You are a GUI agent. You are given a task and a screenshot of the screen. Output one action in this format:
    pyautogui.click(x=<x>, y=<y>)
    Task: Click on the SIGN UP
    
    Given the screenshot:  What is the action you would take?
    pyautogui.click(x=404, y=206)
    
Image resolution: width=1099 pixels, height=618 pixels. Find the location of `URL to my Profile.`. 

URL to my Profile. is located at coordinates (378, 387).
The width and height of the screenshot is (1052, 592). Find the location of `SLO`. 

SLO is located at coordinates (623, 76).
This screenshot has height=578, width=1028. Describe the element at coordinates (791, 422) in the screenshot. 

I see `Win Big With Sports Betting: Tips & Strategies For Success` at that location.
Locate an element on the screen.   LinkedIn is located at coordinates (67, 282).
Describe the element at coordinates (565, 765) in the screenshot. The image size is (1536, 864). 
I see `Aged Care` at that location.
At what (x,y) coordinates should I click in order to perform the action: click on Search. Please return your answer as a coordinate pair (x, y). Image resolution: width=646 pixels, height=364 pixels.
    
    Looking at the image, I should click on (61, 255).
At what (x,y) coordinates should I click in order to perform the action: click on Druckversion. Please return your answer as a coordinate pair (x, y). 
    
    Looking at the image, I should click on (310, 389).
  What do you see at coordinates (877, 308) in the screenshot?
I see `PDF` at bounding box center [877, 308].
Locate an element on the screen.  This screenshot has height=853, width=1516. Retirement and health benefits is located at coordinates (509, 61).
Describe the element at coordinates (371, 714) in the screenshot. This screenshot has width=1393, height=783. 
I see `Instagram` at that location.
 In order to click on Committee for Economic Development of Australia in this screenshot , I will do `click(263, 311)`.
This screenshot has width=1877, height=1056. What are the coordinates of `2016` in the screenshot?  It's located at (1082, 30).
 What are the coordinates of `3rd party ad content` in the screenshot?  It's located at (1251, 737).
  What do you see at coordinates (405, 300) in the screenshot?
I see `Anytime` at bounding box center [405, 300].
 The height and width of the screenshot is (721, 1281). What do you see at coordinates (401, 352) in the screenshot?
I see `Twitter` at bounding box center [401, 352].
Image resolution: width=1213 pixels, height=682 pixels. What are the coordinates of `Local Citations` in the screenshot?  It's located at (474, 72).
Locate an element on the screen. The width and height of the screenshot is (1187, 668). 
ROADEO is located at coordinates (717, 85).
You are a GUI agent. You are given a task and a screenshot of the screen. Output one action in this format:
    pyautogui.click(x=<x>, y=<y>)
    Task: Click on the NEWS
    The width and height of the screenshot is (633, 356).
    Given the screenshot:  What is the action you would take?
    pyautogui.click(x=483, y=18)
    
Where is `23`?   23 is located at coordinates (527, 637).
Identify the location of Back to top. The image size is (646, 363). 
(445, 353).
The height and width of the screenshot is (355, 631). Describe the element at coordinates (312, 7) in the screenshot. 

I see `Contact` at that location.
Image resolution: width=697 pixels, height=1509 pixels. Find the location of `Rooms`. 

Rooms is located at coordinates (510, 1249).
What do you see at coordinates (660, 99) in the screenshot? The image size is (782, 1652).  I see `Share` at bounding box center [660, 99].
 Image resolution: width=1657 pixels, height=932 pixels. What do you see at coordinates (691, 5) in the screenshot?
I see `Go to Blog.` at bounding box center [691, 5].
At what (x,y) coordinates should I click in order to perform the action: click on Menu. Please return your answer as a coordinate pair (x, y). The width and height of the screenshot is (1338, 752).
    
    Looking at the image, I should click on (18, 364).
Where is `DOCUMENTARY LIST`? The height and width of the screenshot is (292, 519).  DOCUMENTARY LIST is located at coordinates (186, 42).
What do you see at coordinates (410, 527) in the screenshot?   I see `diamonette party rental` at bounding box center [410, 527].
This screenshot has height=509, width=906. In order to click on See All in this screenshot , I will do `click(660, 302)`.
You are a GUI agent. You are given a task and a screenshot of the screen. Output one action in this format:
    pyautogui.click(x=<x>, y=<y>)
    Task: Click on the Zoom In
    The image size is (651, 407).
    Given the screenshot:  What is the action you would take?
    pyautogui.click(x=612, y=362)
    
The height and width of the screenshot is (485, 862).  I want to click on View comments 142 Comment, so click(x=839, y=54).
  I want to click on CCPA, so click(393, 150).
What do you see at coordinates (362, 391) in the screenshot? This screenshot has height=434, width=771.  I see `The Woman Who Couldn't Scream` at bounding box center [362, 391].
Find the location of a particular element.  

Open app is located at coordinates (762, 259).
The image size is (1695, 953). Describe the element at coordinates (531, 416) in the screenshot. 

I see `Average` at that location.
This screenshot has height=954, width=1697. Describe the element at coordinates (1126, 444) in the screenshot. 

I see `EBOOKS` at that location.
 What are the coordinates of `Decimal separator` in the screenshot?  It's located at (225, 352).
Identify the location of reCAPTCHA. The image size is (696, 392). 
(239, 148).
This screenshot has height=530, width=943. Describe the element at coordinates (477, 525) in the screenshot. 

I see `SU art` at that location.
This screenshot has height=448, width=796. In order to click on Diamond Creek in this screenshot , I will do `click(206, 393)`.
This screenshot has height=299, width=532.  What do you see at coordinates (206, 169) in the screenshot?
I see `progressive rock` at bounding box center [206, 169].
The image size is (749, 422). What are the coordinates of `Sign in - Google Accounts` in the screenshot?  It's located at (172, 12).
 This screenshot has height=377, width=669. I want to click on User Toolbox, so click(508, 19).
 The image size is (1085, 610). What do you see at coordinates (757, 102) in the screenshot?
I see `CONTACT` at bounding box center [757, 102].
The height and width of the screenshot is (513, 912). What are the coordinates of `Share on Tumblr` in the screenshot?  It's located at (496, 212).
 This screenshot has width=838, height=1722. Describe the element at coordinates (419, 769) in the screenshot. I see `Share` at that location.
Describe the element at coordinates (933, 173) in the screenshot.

☆ ☆ ☆ ☆

## THE TASK
Word for word, restate the lines of the listing above starting at the line with "Task: Click on the SIGN UP" and ending at the line with "This screenshot has width=1877, height=1056.", and nothing outside them.

## ANSWER SECTION
    Task: Click on the SIGN UP
    
    Given the screenshot:  What is the action you would take?
    pyautogui.click(x=404, y=206)
    
Image resolution: width=1099 pixels, height=618 pixels. Find the location of `URL to my Profile.`. 

URL to my Profile. is located at coordinates (378, 387).
The width and height of the screenshot is (1052, 592). Find the location of `SLO`. 

SLO is located at coordinates (623, 76).
This screenshot has height=578, width=1028. Describe the element at coordinates (791, 422) in the screenshot. 

I see `Win Big With Sports Betting: Tips & Strategies For Success` at that location.
Locate an element on the screen.   LinkedIn is located at coordinates (67, 282).
Describe the element at coordinates (565, 765) in the screenshot. The image size is (1536, 864). 
I see `Aged Care` at that location.
At what (x,y) coordinates should I click in order to perform the action: click on Search. Please return your answer as a coordinate pair (x, y). Image resolution: width=646 pixels, height=364 pixels.
    
    Looking at the image, I should click on (61, 255).
At what (x,y) coordinates should I click in order to perform the action: click on Druckversion. Please return your answer as a coordinate pair (x, y). 
    
    Looking at the image, I should click on (310, 389).
  What do you see at coordinates (877, 308) in the screenshot?
I see `PDF` at bounding box center [877, 308].
Locate an element on the screen.  This screenshot has height=853, width=1516. Retirement and health benefits is located at coordinates (509, 61).
Describe the element at coordinates (371, 714) in the screenshot. This screenshot has width=1393, height=783. 
I see `Instagram` at that location.
 In order to click on Committee for Economic Development of Australia in this screenshot , I will do `click(263, 311)`.
This screenshot has width=1877, height=1056. What are the coordinates of `2016` in the screenshot?  It's located at (1082, 30).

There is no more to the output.